Some of the gentlemen smiled, and the jester made one of his droll faces.
"Now, what great misfortune is there in this?" inquired Count Gerhard. "The bit of lead you can outweigh with a silver penny. The old soul will be released in a day or two, and, in the meantime, another may sweep your floor."
"It is death to her, Count Gerhard, even if it had not happened in the church. You are not aware of the laws of Nyborg. Every man who is guilty of theft is hanged; but a woman is buried alive."
"And are you all mad, then?" demanded Count Gerhard. "Shall a woman be thus inhumanly punished? Is the crime more atrocious in her than in a man? You jest, sir drost."
"If you do not believe me, noble sir, read for yourself. There are the bye-laws affixed to the door-post. Read but the twenty-ninth article, and you will see that, unfortunately, I am not jesting."
"Read it, Longlegs!" cried out the count to his jester: "I have some difficulty in rising; and, truly, such confounded laws are not worth rising for."
"The twenty-ninth article," commenced the jester, taking up a candle, which threw a light upon the large table of laws on the door-post. "Here I have it. Give ear, my masters: it is the golden word of justice, and a sufficient reason is alleged." He then began to read, in a grave judicial manner: "'What woman soever shall be guilty of theft, and deserves to be hanged, with the stolen goods by her side, shall, for her womanly honour's sake, be buried alive.' Now, in truth, this is an honour that one takes straightways with him to eternity.
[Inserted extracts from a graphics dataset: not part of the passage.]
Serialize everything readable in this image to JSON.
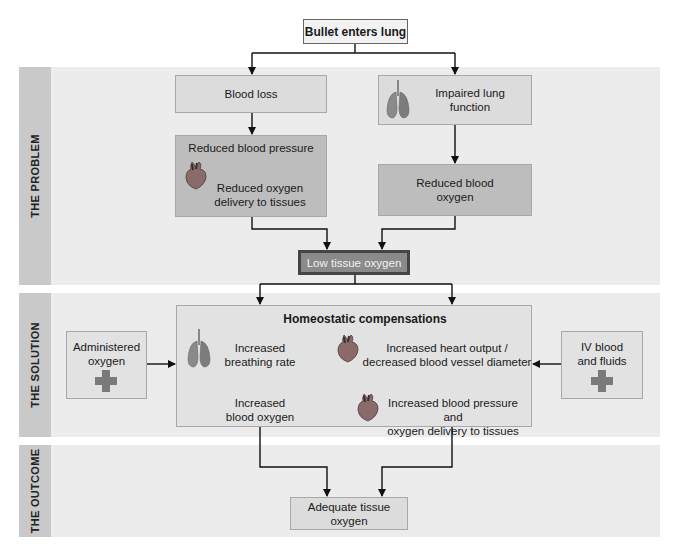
{
  "diagram": {
    "top_event": "Bullet enters lung",
    "sections": {
      "problem": {
        "label": "THE PROBLEM",
        "blood_loss": "Blood loss",
        "reduced_bp": "Reduced blood pressure",
        "reduced_o2_delivery_line1": "Reduced oxygen",
        "reduced_o2_delivery_line2": "delivery to tissues",
        "impaired_lung_line1": "Impaired lung",
        "impaired_lung_line2": "function",
        "reduced_blood_o2_line1": "Reduced blood",
        "reduced_blood_o2_line2": "oxygen",
        "low_tissue_oxygen": "Low tissue oxygen"
      },
      "solution": {
        "label": "THE SOLUTION",
        "administered_oxygen_line1": "Administered",
        "administered_oxygen_line2": "oxygen",
        "homeostatic_title": "Homeostatic compensations",
        "increased_breathing_line1": "Increased",
        "increased_breathing_line2": "breathing rate",
        "increased_blood_o2_line1": "Increased",
        "increased_blood_o2_line2": "blood oxygen",
        "heart_output_line1": "Increased heart output /",
        "heart_output_line2": "decreased blood vessel diameter",
        "increased_bp_line1": "Increased blood pressure and",
        "increased_bp_line2": "oxygen delivery to tissues",
        "iv_line1": "IV blood",
        "iv_line2": "and fluids"
      },
      "outcome": {
        "label": "THE OUTCOME",
        "adequate": "Adequate tissue oxygen"
      }
    },
    "icons": [
      "heart-icon",
      "lungs-icon",
      "medical-cross-icon"
    ],
    "colors": {
      "band": "#ececec",
      "band_label": "#c9c9c9",
      "box_light": "#dcdcdc",
      "box_mid": "#bdbdbd",
      "box_dark": "#8a8a8a",
      "box_dark_border": "#454545",
      "cross": "#7a7a7a"
    }
  }
}
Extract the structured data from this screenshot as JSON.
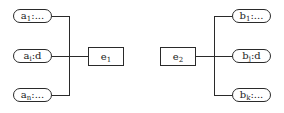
{
  "diagram": {
    "left_group": {
      "entity": {
        "base": "e",
        "sub": "1"
      },
      "attributes": [
        {
          "base": "a",
          "sub": "1",
          "suffix": ":..."
        },
        {
          "base": "a",
          "sub": "i",
          "suffix": ":d"
        },
        {
          "base": "a",
          "sub": "n",
          "suffix": ":..."
        }
      ]
    },
    "right_group": {
      "entity": {
        "base": "e",
        "sub": "2"
      },
      "attributes": [
        {
          "base": "b",
          "sub": "1",
          "suffix": ":..."
        },
        {
          "base": "b",
          "sub": "j",
          "suffix": ":d"
        },
        {
          "base": "b",
          "sub": "k",
          "suffix": ":..."
        }
      ]
    },
    "colors": {
      "stroke": "#2a2a2a",
      "background": "#ffffff",
      "text": "#1a1a1a"
    }
  }
}
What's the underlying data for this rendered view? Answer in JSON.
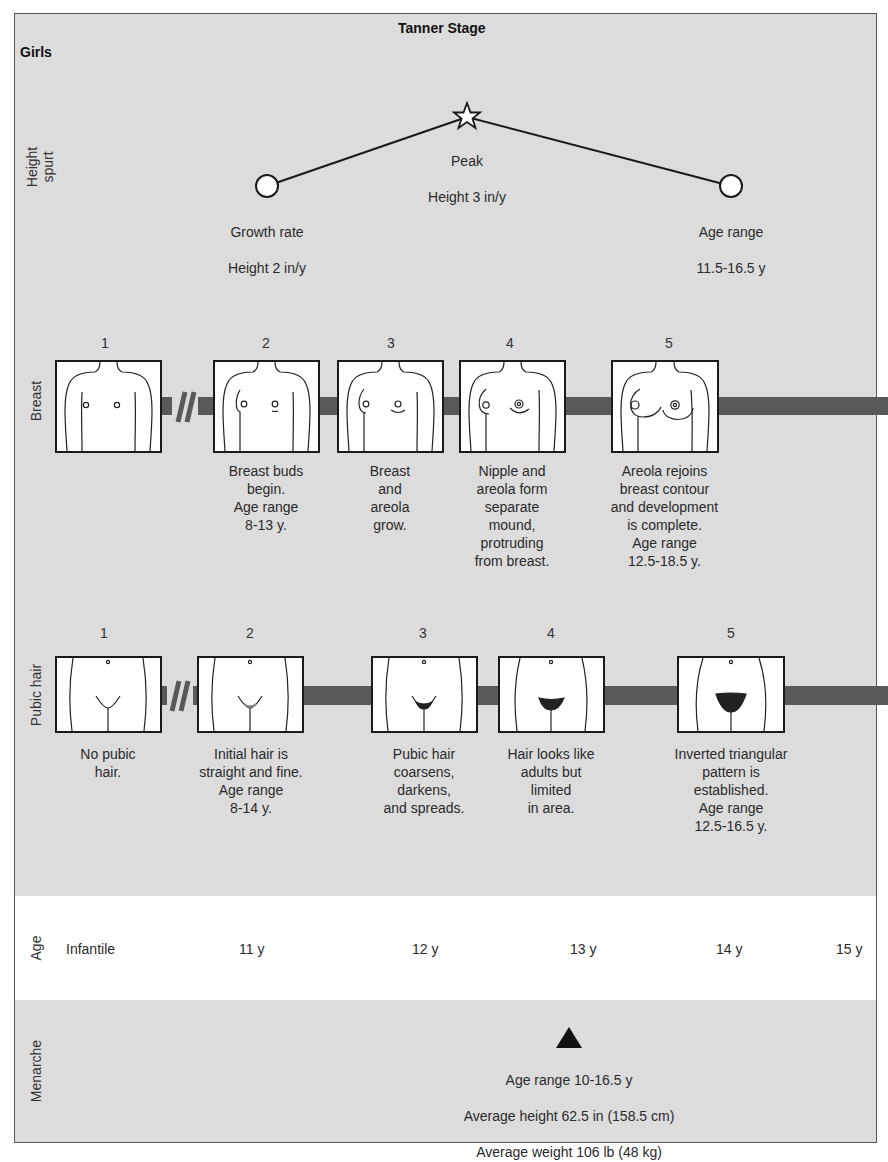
{
  "header": {
    "title": "Tanner Stage",
    "subject": "Girls"
  },
  "rows": {
    "height_spurt": "Height\nspurt",
    "breast": "Breast",
    "pubic_hair": "Pubic hair",
    "age": "Age",
    "menarche": "Menarche"
  },
  "height_spurt": {
    "start": {
      "line1": "Growth rate",
      "line2": "Height 2 in/y",
      "marker": "circle-icon"
    },
    "peak": {
      "line1": "Peak",
      "line2": "Height 3 in/y",
      "marker": "star-icon"
    },
    "end": {
      "line1": "Age range",
      "line2": "11.5-16.5 y",
      "marker": "circle-icon"
    }
  },
  "breast": {
    "stages": [
      {
        "num": "1",
        "text": ""
      },
      {
        "num": "2",
        "text": "Breast buds\nbegin.\nAge range\n8-13 y."
      },
      {
        "num": "3",
        "text": "Breast\nand\nareola\ngrow."
      },
      {
        "num": "4",
        "text": "Nipple and\nareola form\nseparate\nmound,\nprotruding\nfrom breast."
      },
      {
        "num": "5",
        "text": "Areola rejoins\nbreast contour\nand development\nis complete.\nAge range\n12.5-18.5 y."
      }
    ]
  },
  "pubic_hair": {
    "stages": [
      {
        "num": "1",
        "text": "No pubic\nhair."
      },
      {
        "num": "2",
        "text": "Initial hair is\nstraight and fine.\nAge range\n8-14 y."
      },
      {
        "num": "3",
        "text": "Pubic hair\ncoarsens,\ndarkens,\nand spreads."
      },
      {
        "num": "4",
        "text": "Hair looks like\nadults but\nlimited\nin area."
      },
      {
        "num": "5",
        "text": "Inverted triangular\npattern is\nestablished.\nAge range\n12.5-16.5 y."
      }
    ]
  },
  "age_axis": {
    "labels": [
      "Infantile",
      "11 y",
      "12 y",
      "13 y",
      "14 y",
      "15 y"
    ]
  },
  "menarche": {
    "marker": "triangle-icon",
    "line1": "Age range 10-16.5 y",
    "line2": "Average height 62.5 in (158.5 cm)",
    "line3": "Average weight 106 lb (48 kg)"
  },
  "colors": {
    "panel_bg": "#dcdcdc",
    "bar": "#595959",
    "age_band": "#ffffff",
    "border": "#555555"
  }
}
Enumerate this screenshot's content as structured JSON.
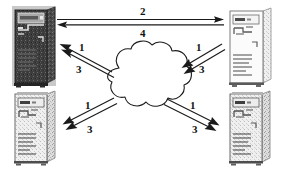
{
  "diagram": {
    "background_color": "#ffffff",
    "line_color": "#1a1a1a",
    "cloud": {
      "name": "network-cloud",
      "fill": "#ffffff",
      "stroke": "#1a1a1a"
    },
    "nodes": [
      {
        "id": "top-left",
        "name": "computer-tower-top-left",
        "style": "dark",
        "body_color": "#4a4a4a",
        "face_color": "#3b3b3b",
        "screen_color": "#8d8d8d"
      },
      {
        "id": "top-right",
        "name": "computer-tower-top-right",
        "style": "light",
        "body_color": "#f2f2f2",
        "face_color": "#e6e6e6",
        "screen_color": "#fafafa"
      },
      {
        "id": "bottom-left",
        "name": "computer-tower-bottom-left",
        "style": "light",
        "body_color": "#dcdcdc",
        "face_color": "#cfcfcf",
        "screen_color": "#efefef"
      },
      {
        "id": "bottom-right",
        "name": "computer-tower-bottom-right",
        "style": "light",
        "body_color": "#dcdcdc",
        "face_color": "#cfcfcf",
        "screen_color": "#efefef"
      }
    ],
    "labels": {
      "top_outbound": "2",
      "top_return": "4",
      "tl_upper": "1",
      "tl_lower": "3",
      "tr_upper": "1",
      "tr_lower": "3",
      "bl_upper": "1",
      "bl_lower": "3",
      "br_upper": "1",
      "br_lower": "3"
    }
  }
}
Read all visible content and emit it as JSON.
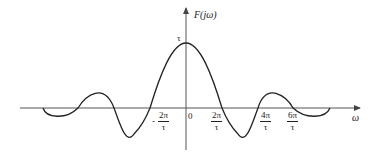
{
  "diagram": {
    "type": "sinc-spectrum plot",
    "y_axis_label": "F(jω)",
    "x_axis_label": "ω",
    "peak_label": "τ",
    "origin_label": "0",
    "tick_labels": [
      {
        "sign": "-",
        "numerator": "2π",
        "denominator": "τ"
      },
      {
        "sign": "",
        "numerator": "2π",
        "denominator": "τ"
      },
      {
        "sign": "",
        "numerator": "4π",
        "denominator": "τ"
      },
      {
        "sign": "",
        "numerator": "6π",
        "denominator": "τ"
      }
    ],
    "colors": {
      "curve": "#222222",
      "axis": "#555555",
      "background": "#ffffff"
    }
  }
}
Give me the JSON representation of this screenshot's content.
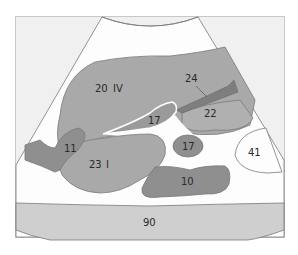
{
  "diagram": {
    "type": "ultrasound-schematic",
    "colors": {
      "background": "#ffffff",
      "frame_fill": "#f0f0f0",
      "sector_fill": "#fdfdfd",
      "light_gray": "#cfcfcf",
      "mid_gray": "#a9a9a9",
      "dark_gray": "#8f8f8f",
      "vessel": "#7e7e7e",
      "outline": "#7a7a7a"
    },
    "labels": {
      "l20": "20",
      "liv": "IV",
      "l24": "24",
      "l22": "22",
      "l17a": "17",
      "l17b": "17",
      "l11": "11",
      "l23": "23",
      "li": "I",
      "l41": "41",
      "l10": "10",
      "l90": "90"
    }
  }
}
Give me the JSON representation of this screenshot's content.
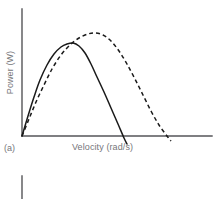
{
  "figure": {
    "panel_letter": "(a)",
    "axis_color": "#555558",
    "curve_color": "#1a1a1a",
    "text_color": "#76767a",
    "background": "#ffffff"
  },
  "chart_data": {
    "type": "line",
    "title": "",
    "xlabel": "Velocity (rad/s)",
    "ylabel": "Power (W)",
    "panel": "(a)",
    "grid": false,
    "legend": false,
    "axis_ticks": false,
    "xlim": [
      0,
      100
    ],
    "ylim": [
      0,
      100
    ],
    "axis_origin_px": [
      22,
      136
    ],
    "axis_x_end_px": [
      212,
      136
    ],
    "axis_y_top_px": [
      22,
      9
    ],
    "series": [
      {
        "name": "solid-curve",
        "style": "solid",
        "color": "#1a1a1a",
        "peak_px": [
          73,
          43
        ],
        "zero_crossing_px": [
          124,
          136
        ],
        "points_px": [
          [
            22,
            136
          ],
          [
            28,
            116
          ],
          [
            34,
            97
          ],
          [
            40,
            80
          ],
          [
            47,
            65
          ],
          [
            54,
            54
          ],
          [
            61,
            47
          ],
          [
            67,
            44
          ],
          [
            73,
            43
          ],
          [
            79,
            46
          ],
          [
            85,
            53
          ],
          [
            91,
            64
          ],
          [
            97,
            77
          ],
          [
            104,
            92
          ],
          [
            111,
            108
          ],
          [
            118,
            124
          ],
          [
            124,
            138
          ],
          [
            127,
            144
          ]
        ]
      },
      {
        "name": "dashed-curve",
        "style": "dashed",
        "color": "#1a1a1a",
        "dash_pattern": "4 3",
        "peak_px": [
          95,
          33
        ],
        "zero_crossing_px": [
          168,
          136
        ],
        "points_px": [
          [
            22,
            136
          ],
          [
            29,
            119
          ],
          [
            36,
            102
          ],
          [
            44,
            85
          ],
          [
            52,
            69
          ],
          [
            61,
            55
          ],
          [
            70,
            45
          ],
          [
            79,
            38
          ],
          [
            88,
            34
          ],
          [
            95,
            33
          ],
          [
            103,
            35
          ],
          [
            111,
            41
          ],
          [
            119,
            51
          ],
          [
            127,
            64
          ],
          [
            135,
            79
          ],
          [
            143,
            95
          ],
          [
            151,
            111
          ],
          [
            159,
            125
          ],
          [
            167,
            136
          ],
          [
            171,
            141
          ]
        ]
      }
    ]
  },
  "artifact": {
    "name": "next-figure-axis-fragment",
    "x_px": 22,
    "y_start_px": 176,
    "y_end_px": 199,
    "color": "#555558"
  }
}
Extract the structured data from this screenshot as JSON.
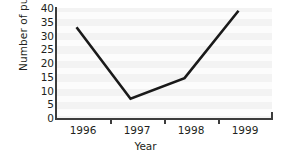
{
  "chart_data": {
    "type": "line",
    "title": "",
    "xlabel": "Year",
    "ylabel": "Number of pupils",
    "categories": [
      "1996",
      "1997",
      "1998",
      "1999"
    ],
    "x": [
      1996,
      1997,
      1998,
      1999
    ],
    "values": [
      33,
      7,
      14.5,
      39
    ],
    "series": [
      {
        "name": "Number of pupils",
        "values": [
          33,
          7,
          14.5,
          39
        ],
        "color": "#1a1a1a"
      }
    ],
    "ylim": [
      0,
      40
    ],
    "ytick_labels": [
      "0",
      "5",
      "10",
      "15",
      "20",
      "25",
      "30",
      "35",
      "40"
    ],
    "ytick_values": [
      0,
      5,
      10,
      15,
      20,
      25,
      30,
      35,
      40
    ],
    "xtick_labels": [
      "1996",
      "1997",
      "1998",
      "1999"
    ],
    "grid": false,
    "legend": "none",
    "plot_background": "#f3f3f3",
    "axis_color": "#3c3c3c",
    "line_color": "#1a1a1a"
  },
  "axes": {
    "y_title": "Number of pupils",
    "x_title": "Year"
  }
}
It is no transient honour, my masters; and, therefore, it has been reserved for the fair and more fortunate sex."
"Are you, then, insane?" exclaimed the count. "What honour is there in being buried alive?"
"Where is your wisdom, my wellborn sir?" replied the jester: "for a woman, it is manifestly a far more honourable and becoming way of dying, than if she were to be hanged, like a man--like a male thief, on a gallows. Think of the scandal it would occasion her father confessor."
"It is, nevertheless, a madness," exclaimed the count. "Is it out of mere strait-laced modesty that they are so cruel here? May the foul fiend take all clerks and hang-the-heads who give out such laws and regulations! Are you alike scrupulous, Drost Peter? And will you suffer your good old nurse to be buried alive, merely that your wise king's law may not be transgressed?"